Just Lovecraft-flavored arenas that spawn countless loosely Lovecraft-themed monsters. No stealth, no watching patrol paths for your window of opportunity, no finding keys and opening doors. This one most resembles the unfettered destruction of Crimsonland. Now comes Tesla vs Lovecraft, 10tons’ well deserved love letter to themselves. Next there’s Time Recoil, which was, well… Okay, look, they can’t all be winners. Which tools will you bring to bear? Which tools will you upgrade? Which challenges will you try to beat this time? Jydge is among my favorite twin-stick shooters for it’s discrete single-servings of laser-focused top-down violence. Dead in 30 seconds! Try one more time and this time you’ll get it! But unlike Hotline Miami, it’s all about your loadout. It’s like Hotline Miami’s quick violent outbursts. It’s comprised of discrete hand-made levels, each with several micro challenges that force you to mix up how you play and which upgrades you use. Jydge is a more focused game, using the Neon Chrome engine, destructibility, and cyberpunk aesthetic. Neon Chrome is among my favorite rogue-likes and action RPGs. Have I been to this part yet? If the furniture is shattered, the walls are shattered, the floors are charred, and blood is splattered everywhere, then, yes, I’ve been through here. The levels have the glorious destructibility that reminds you when you’ve been through an area. It’s a crawl, something stealthily, through cyberpunk dungeons. Between permadeaths, you pour money into improved attributes. You’ll find new weapons and abilities which get shuffled into the random loot. Neon Chrome is a full-fledged action RPG rogue-like with lots of advancement as you play.

Since Crimsonland, they’ve reined it in a bit, gotten more numbers-oriented, more meticulous, with an emphasis on advancement, both in the twin-stickery and between the twin-stickery. I’m pretty sure Crimsonland explored all of them, as well as a few that had never occurred to me. There are only so many ways you can make stuff blow up. Their original, Crimsonland, was a balls-to-the-wall swarm management game with crazily over-powered power-ups that were crazy and powerful and overpowered and sometimes crazy. Using the basic vocabulary of pushing sticks around to shoot and move, 10tons made several distinct gameplay experiences over the years.

With Tesla vs Lovecraft, they’ve gone back to their first love. Since then, they’ve done various workaday projects - anyone for a round of Sparkle 2 on the iPad? - but their heart is clearly in the top-down wholesale slaughter of innumerable dumb enemies.

10tons Ltd., an indie developer in Finland, has been making twin-stick shooters since 2003, when they released Crimsonland.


● AIM OF THE EXERCISE
Every line of the data that contains the string "gridline" must be copied.

● LISTED RECORDS
[Start of section]
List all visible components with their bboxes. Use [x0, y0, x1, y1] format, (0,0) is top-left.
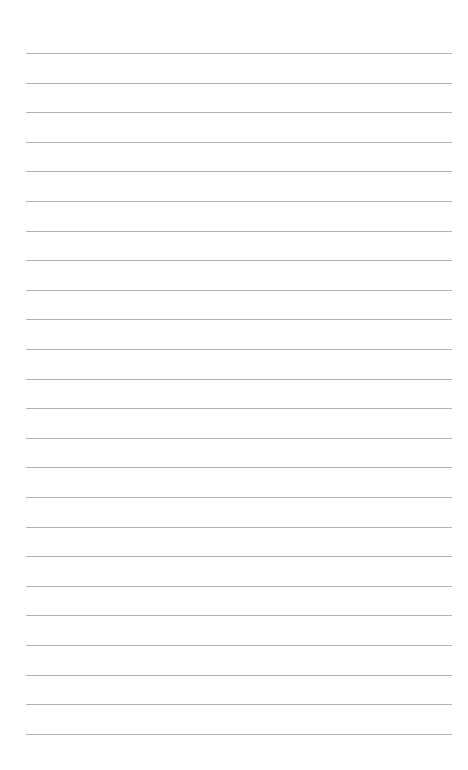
ruled-line	[26, 319, 452, 320]
ruled-line	[26, 734, 452, 735]
ruled-line	[26, 379, 452, 380]
ruled-line	[26, 438, 452, 439]
lined-paper-page	[0, 0, 468, 770]
ruled-line	[26, 112, 452, 113]
ruled-line	[26, 231, 452, 232]
ruled-line	[26, 83, 452, 84]
ruled-line	[26, 704, 452, 705]
ruled-line	[26, 142, 452, 143]
ruled-line	[26, 408, 452, 409]
ruled-line	[26, 260, 452, 261]
ruled-line	[26, 171, 452, 172]
ruled-line	[26, 53, 452, 54]
ruled-line	[26, 645, 452, 646]
ruled-line	[26, 556, 452, 557]
ruled-line	[26, 527, 452, 528]
ruled-line	[26, 615, 452, 616]
ruled-line	[26, 201, 452, 202]
ruled-line	[26, 467, 452, 468]
ruled-line	[26, 586, 452, 587]
ruled-line	[26, 497, 452, 498]
ruled-line	[26, 290, 452, 291]
ruled-line	[26, 675, 452, 676]
ruled-line	[26, 349, 452, 350]
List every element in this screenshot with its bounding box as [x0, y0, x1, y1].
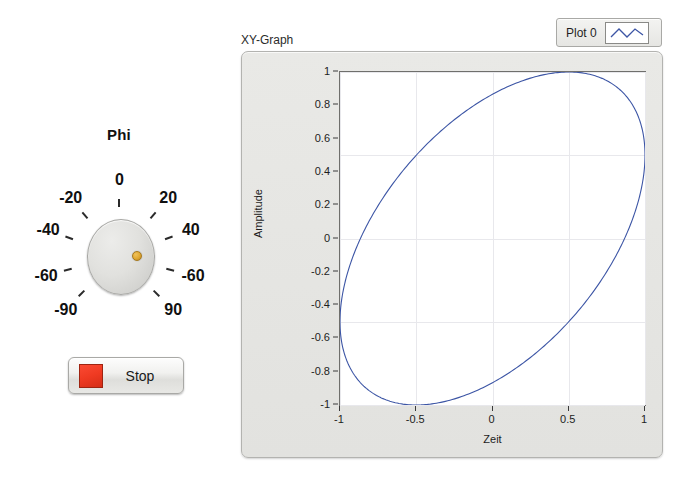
- knob-scale-label: -90: [54, 301, 77, 319]
- y-tick-label: 0: [324, 232, 330, 244]
- knob-tick: [166, 268, 174, 272]
- knob-body[interactable]: [87, 219, 155, 295]
- knob-scale-label: 90: [164, 301, 182, 319]
- x-tick-mark: [644, 406, 645, 411]
- x-tick-label: 0: [488, 413, 494, 425]
- knob-scale-label: -60: [181, 267, 204, 285]
- y-tick-label: -1: [320, 398, 330, 410]
- y-tick-mark: [333, 404, 338, 405]
- plot-curve-svg: [340, 72, 645, 405]
- y-tick-label: 0.6: [315, 132, 330, 144]
- y-tick-mark: [333, 104, 338, 105]
- knob-tick: [82, 212, 89, 219]
- series-plot-0-curve: [340, 72, 645, 405]
- y-tick-mark: [333, 270, 338, 271]
- x-tick-label: 0.5: [560, 413, 575, 425]
- y-tick-mark: [333, 71, 338, 72]
- y-tick-mark: [333, 137, 338, 138]
- y-tick-label: -0.2: [311, 265, 330, 277]
- x-tick-label: -1: [334, 413, 344, 425]
- plot-area[interactable]: [339, 71, 646, 406]
- plot-legend-line-icon[interactable]: [605, 22, 649, 44]
- phi-knob-dial[interactable]: -90-60-40-2002040-6090: [8, 148, 230, 341]
- y-tick-label: -0.8: [311, 365, 330, 377]
- xy-graph-container: Amplitude 10.80.60.40.20-0.2-0.4-0.6-0.8…: [241, 51, 663, 458]
- knob-scale-label: 0: [115, 171, 124, 189]
- y-tick-mark: [333, 204, 338, 205]
- gridline-horizontal: [340, 405, 645, 406]
- zigzag-line-icon: [609, 26, 645, 40]
- x-tick-mark: [492, 406, 493, 411]
- y-tick-label: 0.8: [315, 98, 330, 110]
- knob-scale-label: 40: [182, 221, 200, 239]
- knob-pointer-dot: [132, 251, 142, 261]
- y-tick-mark: [333, 337, 338, 338]
- knob-scale-label: -40: [37, 221, 60, 239]
- plot-legend-label: Plot 0: [566, 26, 597, 40]
- plot-legend[interactable]: Plot 0: [556, 18, 662, 47]
- y-axis-title: Amplitude: [252, 189, 264, 238]
- graph-title: XY-Graph: [241, 33, 293, 47]
- stop-led-indicator: [79, 364, 103, 388]
- phi-knob-panel: Phi -90-60-40-2002040-6090: [8, 126, 230, 341]
- knob-scale-label: -20: [59, 189, 82, 207]
- x-axis-title: Zeit: [339, 433, 646, 445]
- x-tick-mark: [415, 406, 416, 411]
- knob-tick: [118, 199, 120, 207]
- y-tick-mark: [333, 304, 338, 305]
- knob-scale-label: -60: [35, 267, 58, 285]
- x-tick-label: -0.5: [406, 413, 425, 425]
- y-tick-label: -0.4: [311, 298, 330, 310]
- knob-tick: [78, 290, 85, 297]
- x-tick-mark: [339, 406, 340, 411]
- x-tick-mark: [568, 406, 569, 411]
- stop-button[interactable]: Stop: [68, 357, 184, 394]
- phi-knob-title: Phi: [8, 126, 230, 143]
- y-tick-mark: [333, 370, 338, 371]
- gridline-vertical: [645, 72, 646, 405]
- knob-tick: [65, 236, 73, 241]
- knob-tick: [165, 236, 173, 241]
- stop-button-label: Stop: [103, 368, 183, 384]
- knob-tick: [150, 212, 157, 219]
- knob-tick: [153, 290, 160, 297]
- y-tick-label: -0.6: [311, 331, 330, 343]
- y-tick-label: 0.4: [315, 165, 330, 177]
- y-tick-mark: [333, 237, 338, 238]
- y-tick-label: 1: [324, 65, 330, 77]
- y-tick-mark: [333, 170, 338, 171]
- x-tick-label: 1: [641, 413, 647, 425]
- knob-scale-label: 20: [159, 189, 177, 207]
- knob-tick: [64, 268, 72, 272]
- y-tick-label: 0.2: [315, 198, 330, 210]
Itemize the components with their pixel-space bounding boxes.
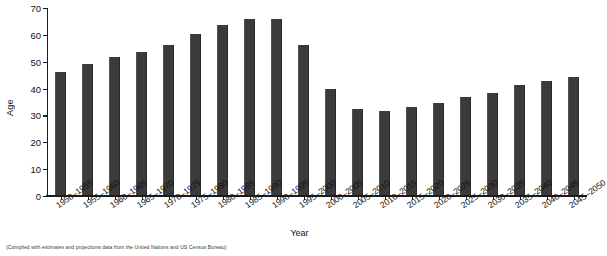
y-axis-tick-label: 40 [30, 83, 41, 94]
bar [109, 57, 119, 195]
y-axis-tick-mark [43, 62, 47, 63]
plot-area: 010203040506070 [47, 8, 587, 196]
bar [136, 52, 146, 196]
y-axis-tick-label: 30 [30, 110, 41, 121]
bar [271, 19, 281, 195]
bar [298, 45, 308, 195]
y-axis-tick-label: 50 [30, 56, 41, 67]
y-axis-title: Age [2, 78, 18, 138]
y-axis-tick-mark [43, 8, 47, 9]
y-axis-tick-mark [43, 169, 47, 170]
bar [82, 64, 92, 196]
bar [55, 72, 65, 196]
bar [163, 45, 173, 195]
y-axis-tick-label: 0 [36, 191, 41, 202]
y-axis-tick-mark [43, 115, 47, 116]
y-axis-tick-mark [43, 196, 47, 197]
y-axis-tick-label: 70 [30, 3, 41, 14]
y-axis-tick-mark [43, 89, 47, 90]
y-axis-tick-label: 20 [30, 137, 41, 148]
x-axis-title: Year [0, 228, 599, 238]
y-axis-line [47, 8, 48, 196]
y-axis-tick-label: 10 [30, 164, 41, 175]
y-axis-tick-mark [43, 35, 47, 36]
bar [217, 25, 227, 196]
y-axis-tick-mark [43, 142, 47, 143]
bar [244, 19, 254, 195]
source-footnote: (Compiled with estimates and projections… [6, 244, 566, 250]
bar [190, 34, 200, 195]
y-axis-tick-label: 60 [30, 29, 41, 40]
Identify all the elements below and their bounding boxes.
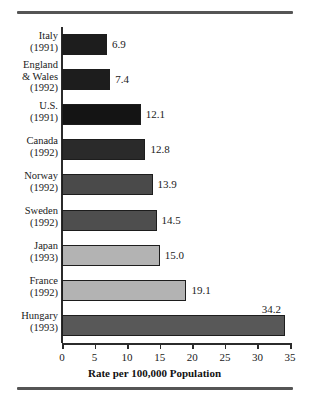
category-name: France (0, 275, 58, 287)
category-name: Norway (0, 170, 58, 182)
bar-row: 12.8 (62, 132, 290, 167)
bottom-rule (17, 387, 293, 390)
category-year: (1991) (0, 112, 58, 124)
bar-norway[interactable] (62, 174, 153, 195)
category-label-japan: Japan (1993) (0, 240, 58, 263)
category-year: (1992) (0, 82, 58, 94)
axis-tick-label: 25 (212, 351, 238, 363)
bar-england-wales[interactable] (62, 69, 110, 90)
category-label-france: France (1992) (0, 275, 58, 298)
bar-row: 6.9 (62, 27, 290, 62)
category-label-hungary: Hungary (1993) (0, 310, 58, 333)
bar-row: 7.4 (62, 62, 290, 97)
category-label-england-wales: England & Wales (1992) (0, 59, 58, 94)
bar-value-hungary: 34.2 (262, 300, 281, 319)
bar-france[interactable] (62, 280, 186, 301)
axis-tick-label: 35 (277, 351, 303, 363)
category-label-sweden: Sweden (1992) (0, 205, 58, 228)
bar-row: 13.9 (62, 167, 290, 202)
category-year: (1993) (0, 322, 58, 334)
bar-value-us: 12.1 (146, 105, 165, 124)
category-name: Hungary (0, 310, 58, 322)
bar-value-italy: 6.9 (112, 35, 126, 54)
bar-row: 19.1 (62, 273, 290, 308)
bar-value-france: 19.1 (191, 281, 210, 300)
bar-value-japan: 15.0 (165, 246, 184, 265)
axis-tick (225, 343, 227, 349)
value-axis: 0 5 10 15 20 25 30 35 (62, 343, 290, 345)
category-name-line2: & Wales (0, 71, 58, 83)
bar-value-sweden: 14.5 (162, 211, 181, 230)
bar-us[interactable] (62, 104, 141, 125)
category-year: (1993) (0, 252, 58, 264)
bar-value-england-wales: 7.4 (115, 70, 129, 89)
axis-tick-label: 5 (82, 351, 108, 363)
axis-tick-label: 15 (147, 351, 173, 363)
axis-tick (95, 343, 97, 349)
category-year: (1991) (0, 42, 58, 54)
category-label-us: U.S. (1991) (0, 100, 58, 123)
category-year: (1992) (0, 217, 58, 229)
category-name: Sweden (0, 205, 58, 217)
category-name: Japan (0, 240, 58, 252)
category-year: (1992) (0, 147, 58, 159)
axis-tick-label: 20 (179, 351, 205, 363)
bar-row: 15.0 (62, 238, 290, 273)
bar-japan[interactable] (62, 245, 160, 266)
bar-row: 14.5 (62, 203, 290, 238)
bar-row: 12.1 (62, 97, 290, 132)
category-year: (1992) (0, 182, 58, 194)
axis-tick (192, 343, 194, 349)
bar-canada[interactable] (62, 139, 145, 160)
category-name: England (0, 59, 58, 71)
bar-italy[interactable] (62, 34, 107, 55)
category-name: Canada (0, 135, 58, 147)
category-label-norway: Norway (1992) (0, 170, 58, 193)
axis-tick (257, 343, 259, 349)
bar-value-canada: 12.8 (150, 140, 169, 159)
bar-hungary[interactable] (62, 315, 285, 336)
category-year: (1992) (0, 287, 58, 299)
top-rule (17, 11, 293, 14)
plot-area: 6.9 7.4 12.1 12.8 13.9 14.5 (62, 27, 290, 343)
axis-tick-label: 10 (114, 351, 140, 363)
bar-sweden[interactable] (62, 210, 157, 231)
category-name: Italy (0, 30, 58, 42)
category-label-italy: Italy (1991) (0, 30, 58, 53)
axis-tick (290, 343, 292, 349)
axis-tick-label: 0 (49, 351, 75, 363)
axis-tick-label: 30 (244, 351, 270, 363)
axis-title: Rate per 100,000 Population (0, 367, 309, 379)
axis-tick (62, 343, 64, 349)
category-name: U.S. (0, 100, 58, 112)
bar-value-norway: 13.9 (158, 175, 177, 194)
axis-tick (160, 343, 162, 349)
axis-tick (127, 343, 129, 349)
category-label-canada: Canada (1992) (0, 135, 58, 158)
bar-row: 34.2 (62, 308, 290, 343)
chart-figure: 6.9 7.4 12.1 12.8 13.9 14.5 (0, 0, 309, 401)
[End of section]
● PROBLEM SOLUTION
- gridline-horizontal: [340, 405, 645, 406]
- gridline-vertical: [645, 72, 646, 405]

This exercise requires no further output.